A few months back, I got my hard copy of Matt Colville’s Strongholds & Followers, the product of MCDM’s explosively successful Kickstarter. If you’ve been reading my work in Tribality for the last few years, you’ll understand that I jumped on this KS, and that now I’m going to write something that is half review and half design analysis. All things are ready, if our minds be so!

The Fundamentals

Now, this book only promises what it says right there in the title – you’re building your character’s or team’s stronghold, attracting followers, and doing things with that. It’s not centered on conquering a vast kingdom or empire-building. It sounds like it’s going for a mixed focus between politics, military campaigning, and traditional squad-sized character action. It does this by making sure the large-scale content still feeds back into personal-scale content (character features), using a particularly Birthright-friendly justification: you’re empowered by the land itself.

There are four kinds of strongholds, the keep (warrior types), tower (arcane), temple (divine), and “establishment” (not just legal… extra-legal). A fifth stronghold type, the castle, is the combination of any two or more other strongholds. (A castle without a keep is a bit of a misnomer, but possible in S&F.) Each character class has a unique interaction with their stronghold as well, but I’ll get to that in a minute.

Once you build a stronghold, you can also level it up. Unlike some of the stronghold rules I studied in the Domain Rulership series, there are no floor plans or trap placement here. Strongholds range from level 1 to level 5, costing rather princely sums to advance. New levels grant the stronghold greater Size (hit points) and Toughness (resistance to harm) and grant their owner additional uses of bonus class features.

It’s Matt Colville, so you’ve got to know going in that there’s extensive marginalia and commentary. No matter how good the book turns out to be, that’s going to be the best part: even if you happen to disagree, he presents his positions well. His examination of elements like construction time (shorten it so the project gets done within the span of the campaign!), making it rain coinage early enough in the campaign to get PCs into this part of the game, and how to factor in cleared-out dungeons are all good reads, even if you decide to go for a different stronghold system.

The Keep

This section contains some rules on attracting or hiring, then maintaining, military units (hur hur, I said units). The details of those come much later in this book, and I’ll get to them in a later article. It’s here that we first learn that units have a Size just like strongholds do.
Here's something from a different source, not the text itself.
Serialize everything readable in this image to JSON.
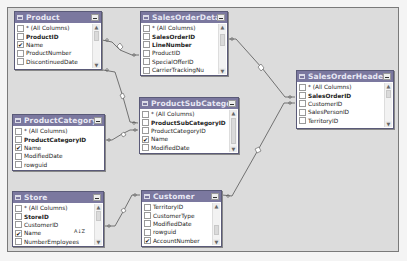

Size is a die value – d4/d6/d8/d12/d20. Keeps reduce the hiring cost (that is, for units that don’t join you spontaneously) and upkeep cost of units by 10% per stronghold level.

Building a keep grants you some units, which are randomly generated on a d100 table. They range from green light infantry to seasoned light cavalry (not granting seasoned heavy cavalry is probably Just Fine). This may also trigger a roll, at the GM’s option, on your class’s followers list, which includes units, retainers, specialists, and more unusual creatures: your few, your happy few, your band of brothers.

Your keep is also a training ground, so you get to pick one training benefit from a list of 10, granting it to yourself and your troops. These benefits are nice to have, though they get into conditional stuff that 5e mostly avoids tracking. Piercing Training, for example, grants +1d6 damage against creatures wearing heavy armor. Caring about your target’s armor type is generally not a thing, with an exception for heat metal.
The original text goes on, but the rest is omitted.